Neighbors have started making claims that Levi Aron, the man who pled not guilty to charges of first-degree murder this week after he previously confessed to killing and dismembering an 8-year-old Hasidic boy, had an obsession with young boys, and had tried to kidnap them before. Zisa Berkowitz told the Post that Aron had tried to kidnap her young son off their block on East Second Street in the last two years, but she scared him off by screaming. And another source told The Daily that Aron had stalked an 11-year-old in Borough Park the week before he is accused of killing Leiby Kletzky. "He kept turning around, feeling suspicious, and kept noticing the car was there, so he broke into a run and quickly went home to tell his parents," the source said.
A Facebook “friend” also told The Daily that Aron had written on the site that “he likes Brooklyn more than Tennessee because there are more boys here.” A former neighbor who grew up across the street told the Post that the "oddball...used to give kids rides in cars." After pleading not guilty to charges on Thursday, Aron is currently being held for a psychiatric exam, and put on suicide watch. His lawyer has planted the seeds for an insanity defense, telling the judge: "He hears voices and suffers from hallucinations."
And when it comes to Aron's long, strange written confession, investigators are so confused by the details, it might work. Experts can't make sense of his claims that he invited Leiby to a wedding, and only killed him when he "panicked" after seeing how much attention the missing boy had garnered. "It's highly illogical and makes no sense. If you realize there's a big search out there, okay you might be upset or frightened because you've got the kid, but you let the kid loose on the street," said Lawrence Koblinsky, a professor of forensic science at John Jay College of Criminal Justice. He added that Aron's lack of a violent criminal history, and indications that Leiby wasn't sexually molested, make things even more perplexing, and the crime might "boil down to a psychotic episode. If the guy is psychotic, that would explain a lot of things. Then, there's no logic to what they do."
But retired NYPD homicide detective Joseph Pollini believes an insanity claim would not succeed: "For him to make such statements such as he panicked, that he was aware they were looking for him, that would take away his ability to claim insanity. For someone to claim insanity, they would have needed not to know what was going on. They'd [have to] be in a different world."
Another person who doesn't buy that Aron is insane is his first ex-wife Diana Diunov, who is currently in jail in Connecticut for wire fraud. Diunov told the Post that Aron had been kind to her and her 10-year-old during their brief marriage, but he had always felt lonely, ostracized and rejected by his own Jewish community: "because he was slow, low-income," he was not considered a "prospective future son-in-law." But she sounds enraged at the prospect of him copping an insanity plea: "So far, they are hammering him and saying that he may be a child molester, may be a loner, may be this, may be that. Nobody said that he is troubled man with the sociopathic behavior, but he is -- and it is doesn't fall in the category of 'not guilty by reason of insanity.' He is sane."
She has her own bizarre theory as to why Aron committed the murder, dismembering the young boy then dumping parts of his body two miles away from his Kensington home: he wanted to be famous. "He always believed that he can become a famous singer one day. That he can write songs...For him, the meeting of this little poor boy was a chance to shine into media and make himself known. He probably believes that he can get off by work of lawyers and God knows who else."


* _Instructions for the task_
Omit the pictures found among the records and print everything else exactly as it stands.

=== Supplied records ===

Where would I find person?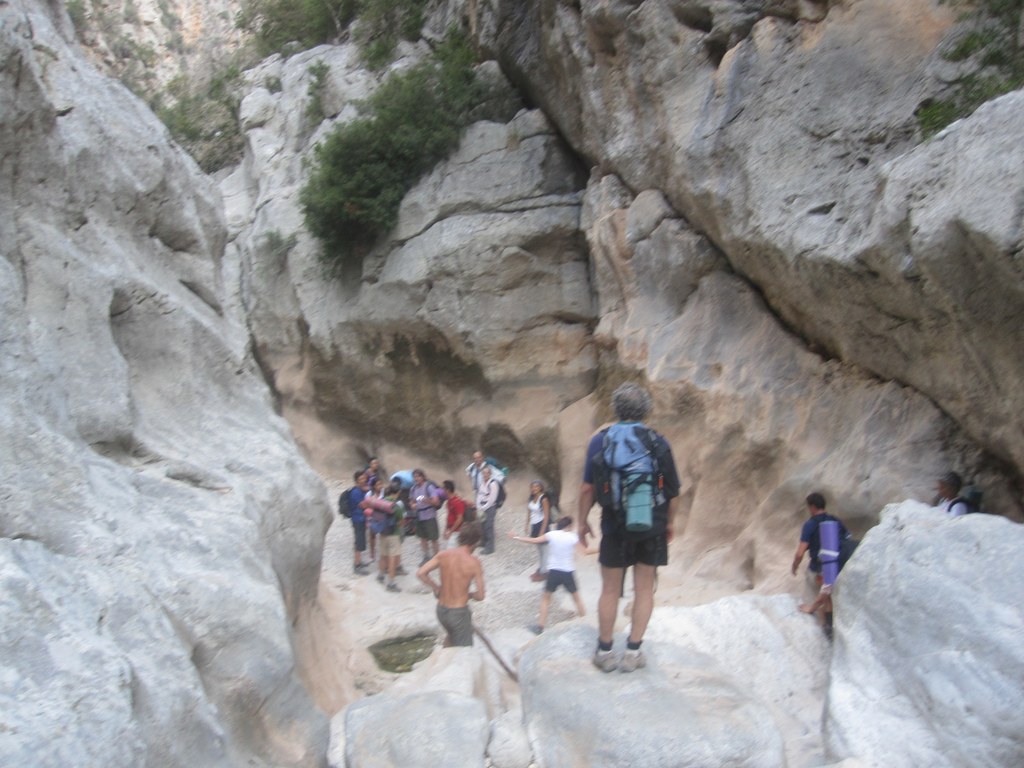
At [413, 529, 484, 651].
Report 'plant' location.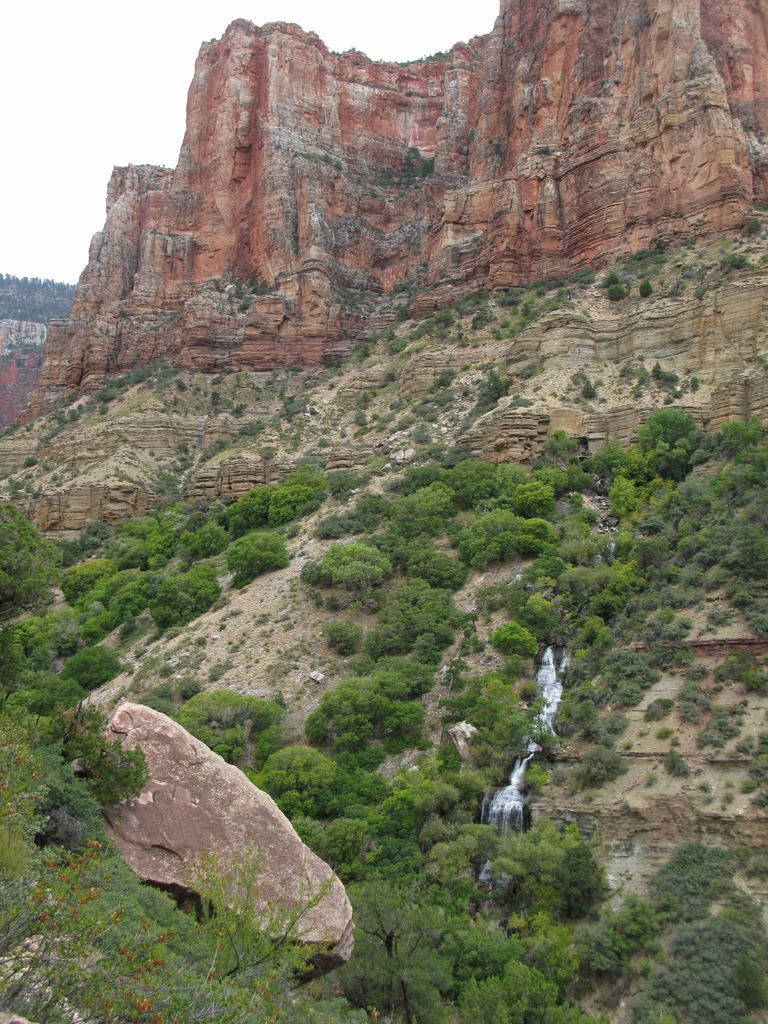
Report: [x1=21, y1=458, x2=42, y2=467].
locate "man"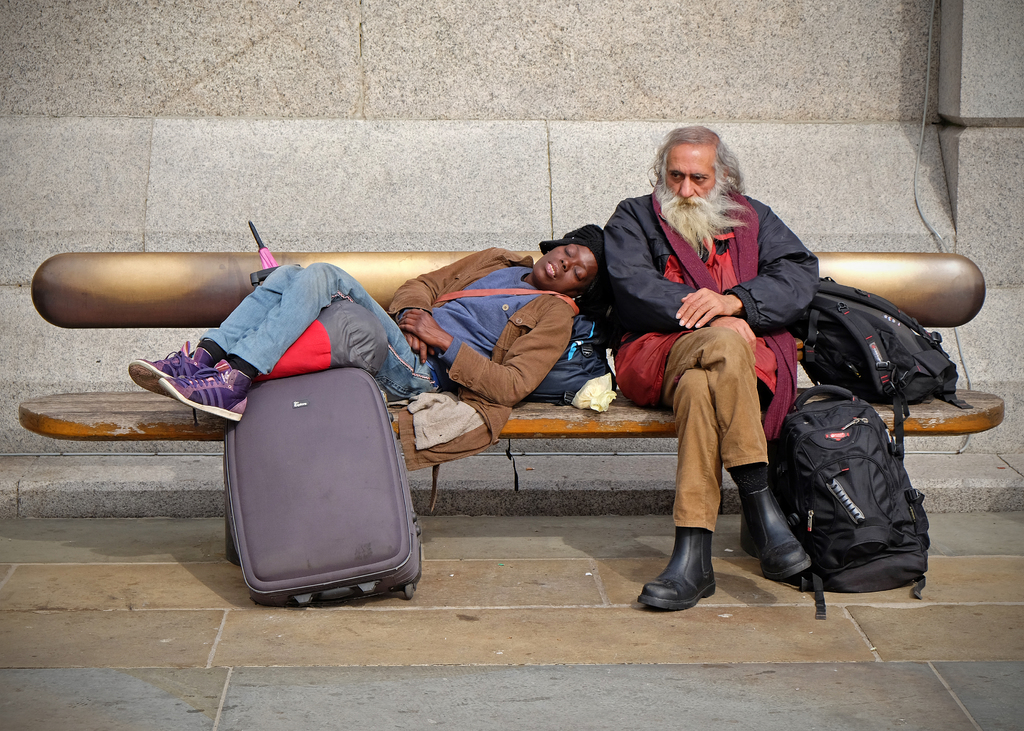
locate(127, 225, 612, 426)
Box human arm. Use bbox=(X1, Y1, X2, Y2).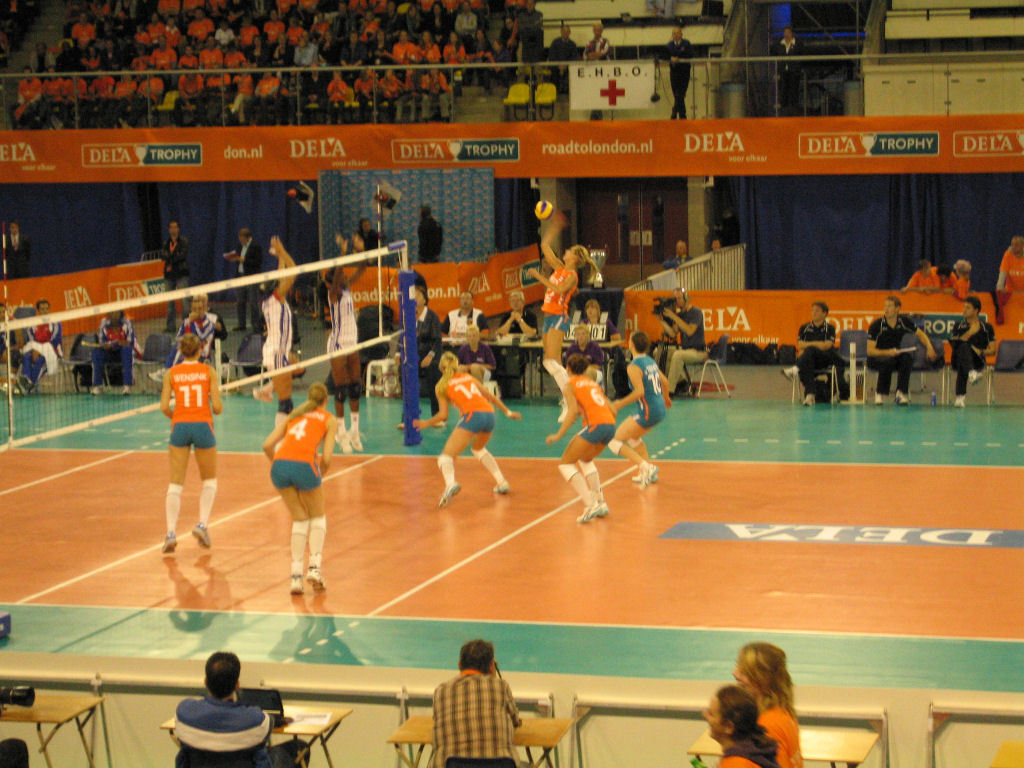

===

* _Response to the task_
Where would I find person?
At [413, 529, 484, 651].
Report 'plant' location.
Report: [x1=21, y1=458, x2=42, y2=467].
locate "man"
locate(127, 225, 612, 426)
Box human arm. Use bbox=(X1, Y1, X2, Y2).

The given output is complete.